Charlotte became a boomtown. According to a May 1829 article in the Raleigh Register and North-Carolina Gazette, “In the county of Mecklenburg alone, it is believed, the amount of Gold dug from the bowels of the earth, in each week, produces $2,000. And it is nothing uncommon for the merchants of the town of Charlotte, when they go on to make their purchases, to carry with them from 10-40 pounds of the precious metal. It can easily be imagined what life and activity is infused into every department of business, where the only Bank which is required to relieve the wants of the people is a bank of earth.”

Incorporation records and other information in Charlotte newspapers reveal the names of a number of other area gold mines and enterprises. Among these are the Alexander Mine (1828); an unnamed mine on the Morrison property (1831); the Washington Mining Company (1834); the Penman gold mining tract on Twelve Mile Creek, once owned by Sampson Wolf (1834); the Franklin Mine (1835); the Lewis Mine (pre-1835); American Gold Mining Co. (1836); the Smart mine (pre-1837); the Charlotte, Mecklenburg, and Long Creek mines (before 1838); Anglo-American Gold Association (pre-1839); and Hunter’s Mill, five miles north of Charlotte (pre-1841).
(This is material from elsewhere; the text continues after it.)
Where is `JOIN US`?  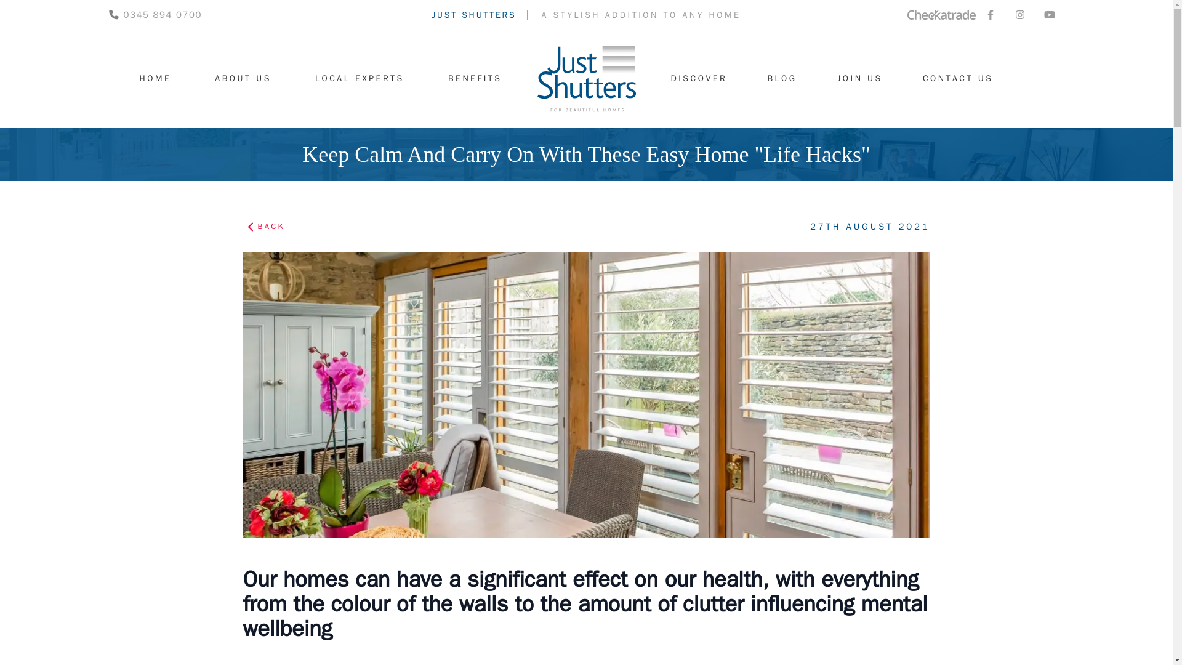
JOIN US is located at coordinates (860, 79).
As mines came up for sale in the late 1830s, sale ads revealed the names of a number of other mines, including Claremont Place, Roger’s Hill, Clark, Sample, Blair, Elms, Jameson& Blake, and McGinn (adjoining the Capps Mine). Gold Mining in Mecklenburg County lists a number of others: Smith & Palmer (near the Rudisill Mill); Howell (southern extension of the Rudisill vein); Stephen Wilson (near the Capps Mine); Jane (near the Capps Mine); Means; Hopewell or Kerns (11 miles northwest of Charlotte); Henderson (seven miles north of Charlotte); Ferris (six miles north of Charlotte); Ray (nine and a half miles southeast of Charlotte); and Surface Hill (Clear Creek Township). A 1903 article in the Charlotte News mentions yet another Charlotte mine, the Chinquapin Mine in the northwestern part of the city, which “might be re-opened.”

Image available online courtesy of UNC Libraries. In Samuel Griswold Goodrich, The First Book of History for Children and Youth. Boston: Carter, Hendee, and Co., 1833, p. 75.

News about gold mining began to appear regularly in local newspapers. The industry was so popular that a new paper, the Miner’s and Farmer’s Journal, was established in Charlotte. Local landowners began to put their land on sale, touting its potential for gold mining. In February 1831, Joseph Smith was selling his plantation on Sugar Creek, “immediately in the gold region.”  According to Smith, there had been no real attempt at mining, but some gold had already been discovered, and there is “no doubt that [the land] is rich with that precious metal.”

In March of the following year, Sten. Fox announced he was auctioning off 100 acres of land near Charlotte “embracing a rich vein of Auriferous Ore, of more than a quarter of a mile in length. The vein has been exposed at various places and appears to be uniformly rich.” Included in the sale was “my Gold Mill, about one mile and three quarters from the Mine.”

Other mining news also appeared in the Journal. In the summer of 1831, A.M. Doret of New York, who was staying in Charlotte, offered his services assaying gold ore to determine the value of gold it contained. In March 1832, William Davidson and Samuel M’Combs proposed to the North Carolina legislature that they organize the Charlotte Gold Mining Company. In May 1834, the Journal bemoaned the fact that mining operators around Charlotte had been too “timid” and were confining themselves to deposit mines. They praised the efforts of Ware and Matthews in developing a vein mine.

Nancy Griffith

Nancy Griffith lived in Davidson from 1979 until 1989.  She is the author of numerous books and articles on Arkansas and South Carolina history.  She is the author of "Ada Jenkins: The Heart of the Matter," a history of the Ada Jenkins school and center.